As someone who went to a flagship state school for undergrad and ivy for phd…
A) Most of the people I know who turned down higher-ranked schools for lower-ranked ones because of money regret it. You will make a lot of life-long friends in college, and you will just be exposed to a different caliber of person on average at mit. Random people you meet through friends of friends at brunches or happy hours will be weirdly accomplished and teach you things.
B) Your analysis seems to hinge on doing a phd at a top-n school. What if it turns out after a few years of college that you don’t want to do a phd after all? Then instead of being either mit phd, or mit bs, you are z school bs. This may not be terrible, but not optimal.
D) On the other hand, I think the differences in career outcomes on average are small, although I wouldn’t be surprised if the probability of starting a company with any given level of success x is 10 times higher for mit alum than Z school alums. Anyway, median mit cs alum has some faang-y job throughout their careers, and these companies all know/understand that many top students can’t all afford top colleges, and so they recruit from state schools as well. So the tail outcomes can be quite different, mean/median isn’t that much.
E) For careers like management consulting or investment banking, some top firms only recruit at top-n schools. However, eg mckinsey even does on-campus recruiting at places like ut austin or georgia tech now, so then it doesn’t matter. You just need yo be at an on-campus recruitment target school.
In my opinion, the lifetime of friends and network effects is most of the benefit, and not to be underestimated. You only live once.
It now only consists of a Intel n100 with a big SSD and 32GB RAM running Proxmox. These China TopTon-boxed with their 5x Intel i226-IV network cards are great and can be passively cooled.
Every night the Proxmox makes a backup onto a Raspberry Pi which runs the Proxmox Backup Server.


▸ Brief: Whenever a line in the material below includes "underbrace", copy that line.

▸ Provided material:
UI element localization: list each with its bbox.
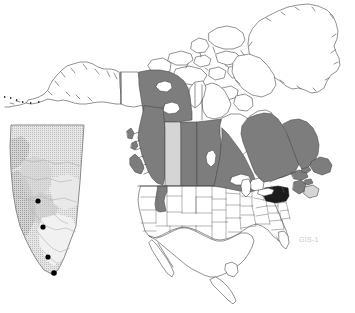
region-alaska [26,62,121,104]
alberta-inset-svg [8,122,90,280]
site-marker-3 [45,254,50,259]
alberta-inset-map [8,122,90,280]
island-axel-heiberg [191,38,209,53]
island-melville [168,51,193,65]
region-nova-scotia [304,185,319,198]
map-figure: GIS-1 [0,0,355,313]
central-america [210,277,236,304]
bc-coastal-islands [131,141,138,150]
watermark-label: GIS-1 [299,234,321,245]
region-british-columbia [138,106,165,185]
island-prince-of-wales [209,67,226,80]
site-marker-4 [51,270,57,276]
island-bathurst [194,55,211,67]
region-alberta [165,122,181,186]
site-marker-2 [40,224,45,229]
region-saskatchewan [181,122,197,186]
florida-peninsula [279,231,289,249]
island-ellesmere [209,26,245,49]
foxe-basin [234,94,253,111]
site-marker-1 [35,198,40,203]
bc-haida-gwaii [127,128,134,139]
yucatan-peninsula [225,262,238,277]
bc-vancouver-island [130,154,144,174]
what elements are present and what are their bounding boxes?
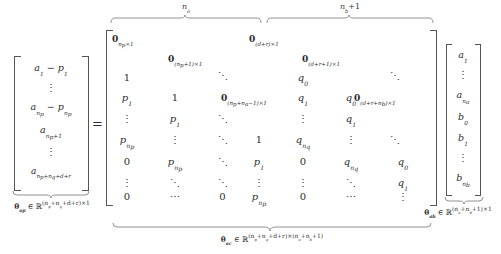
- zero-block-col1-top: 0np×1: [112, 34, 134, 44]
- rv-row-b1: b1: [446, 132, 480, 143]
- rv-row-a1: a1: [446, 49, 480, 60]
- m-c2-r8: ⋱: [158, 177, 192, 188]
- matrix-bracket-close: [430, 30, 437, 206]
- matrix-label: θac ∈ ℝ(np+nq+d+r)×(na+nb+1): [112, 232, 432, 244]
- right-vector-theta-ab: a1 ⋮ ana b0 b1 ⋮ bnb: [446, 44, 480, 196]
- m-c3-r6: ⋱: [206, 134, 240, 145]
- zero-block-col5-top: 0(d+r+1)×1: [302, 54, 340, 64]
- m-c3b-r8: ⋮: [242, 177, 276, 188]
- top-brace-nb1-label: nb+1: [266, 2, 434, 11]
- m-c4-r7: 0: [286, 156, 320, 167]
- lv-row-np1: anp+1: [14, 124, 88, 135]
- lv-row-np: anp − pnp: [14, 101, 88, 112]
- left-vector-label: θap ∈ ℝ(np+nq+d+r)×1: [2, 199, 102, 211]
- m-c3b-r7: p1: [242, 156, 276, 167]
- m-c5-r7: qnq: [334, 156, 368, 167]
- m-c3-r9: 0: [206, 191, 240, 202]
- m-c4-r5: ⋮: [286, 113, 320, 124]
- zero-block-mid-right: 0(np+na−1)×1: [221, 93, 267, 103]
- m-c3-r3: ⋱: [206, 70, 240, 81]
- m-c4-r4: q1: [286, 92, 320, 103]
- m-c5-r9: ⋯: [334, 191, 368, 202]
- m-c1-r6: pnp: [110, 134, 144, 145]
- right-vector-label: θab ∈ ℝ(na+nb+1)×1: [415, 205, 501, 217]
- m-c6-r8: q1: [386, 177, 420, 188]
- rv-row-ana: ana: [446, 89, 480, 100]
- m-c6-r3: ⋱: [378, 70, 412, 81]
- top-brace-na: [110, 14, 262, 24]
- matrix-underbrace: [112, 222, 432, 232]
- m-c6-r6: ⋱: [378, 134, 412, 145]
- rv-vdots-1: ⋮: [446, 69, 480, 80]
- m-c2-r4: 1: [158, 92, 192, 103]
- m-c1-r5: ⋮: [110, 113, 144, 124]
- m-c2-r6: ⋮: [158, 134, 192, 145]
- m-c1-r8: ⋮: [110, 177, 144, 188]
- lv-row-1: a1 − p1: [14, 62, 88, 73]
- lv-vdots-2: ⋮: [14, 146, 88, 157]
- m-c2-r5: p1: [158, 113, 192, 124]
- left-vector-theta-ap: a1 − p1 ⋮ anp − pnp anp+1 ⋮ anp+nq+d+r: [14, 56, 88, 191]
- m-c1-r9: 0: [110, 191, 144, 202]
- m-c4-r3: q0: [286, 72, 320, 83]
- lv-vdots-1: ⋮: [14, 82, 88, 93]
- top-brace-nb1: [266, 14, 434, 24]
- rv-row-b0: b0: [446, 111, 480, 122]
- m-c3-r8: ⋱: [206, 177, 240, 188]
- m-c2-r9: ⋯: [158, 191, 192, 202]
- m-c5-r5: q1: [334, 113, 368, 124]
- m-c4-r6: qnq: [286, 134, 320, 145]
- m-c5-r8: ⋱: [334, 177, 368, 188]
- m-c4-r9: 0: [286, 191, 320, 202]
- zero-block-col2-top: 0(np+1)×1: [168, 54, 202, 64]
- rv-row-bnb: bnb: [446, 172, 480, 183]
- matrix-equation-figure: a1 − p1 ⋮ anp − pnp anp+1 ⋮ anp+nq+d+r θ…: [0, 0, 501, 254]
- equals-sign: =: [92, 116, 103, 131]
- m-c1-r4: p1: [110, 92, 144, 103]
- m-c3-r7: ⋱: [206, 156, 240, 167]
- m-c5-r6: ⋮: [334, 134, 368, 145]
- m-c3-r5: ⋱: [206, 113, 240, 124]
- m-c2-r7: pnp: [158, 156, 192, 167]
- right-vector-underbrace: [444, 196, 484, 205]
- top-brace-na-label: na: [110, 2, 262, 11]
- m-c4-r8: ⋮: [286, 177, 320, 188]
- m-c3b-r6: 1: [242, 134, 276, 145]
- m-c3b-r9: pnp: [242, 191, 276, 202]
- left-vector-underbrace: [12, 190, 90, 199]
- lv-row-last: anp+nq+d+r: [14, 166, 88, 176]
- m-c1-r7: 0: [110, 156, 144, 167]
- m-c6-r9: ⋮: [386, 191, 420, 202]
- m-c6-r7: q0: [386, 156, 420, 167]
- m-c1-r3: 1: [110, 72, 144, 83]
- m-c5-r4: q0: [334, 92, 368, 103]
- matrix-theta-ac: 0np×1 0(np+1)×1 0(np+na−1)×1 0(d+r)×1 0(…: [106, 30, 436, 206]
- zero-block-col4-top: 0(d+r)×1: [249, 34, 279, 44]
- rv-vdots-2: ⋮: [446, 152, 480, 163]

▸ Answer for this exercise:
- matrix-underbrace: [112, 222, 432, 232]
- right-vector-underbrace: [444, 196, 484, 205]
- left-vector-underbrace: [12, 190, 90, 199]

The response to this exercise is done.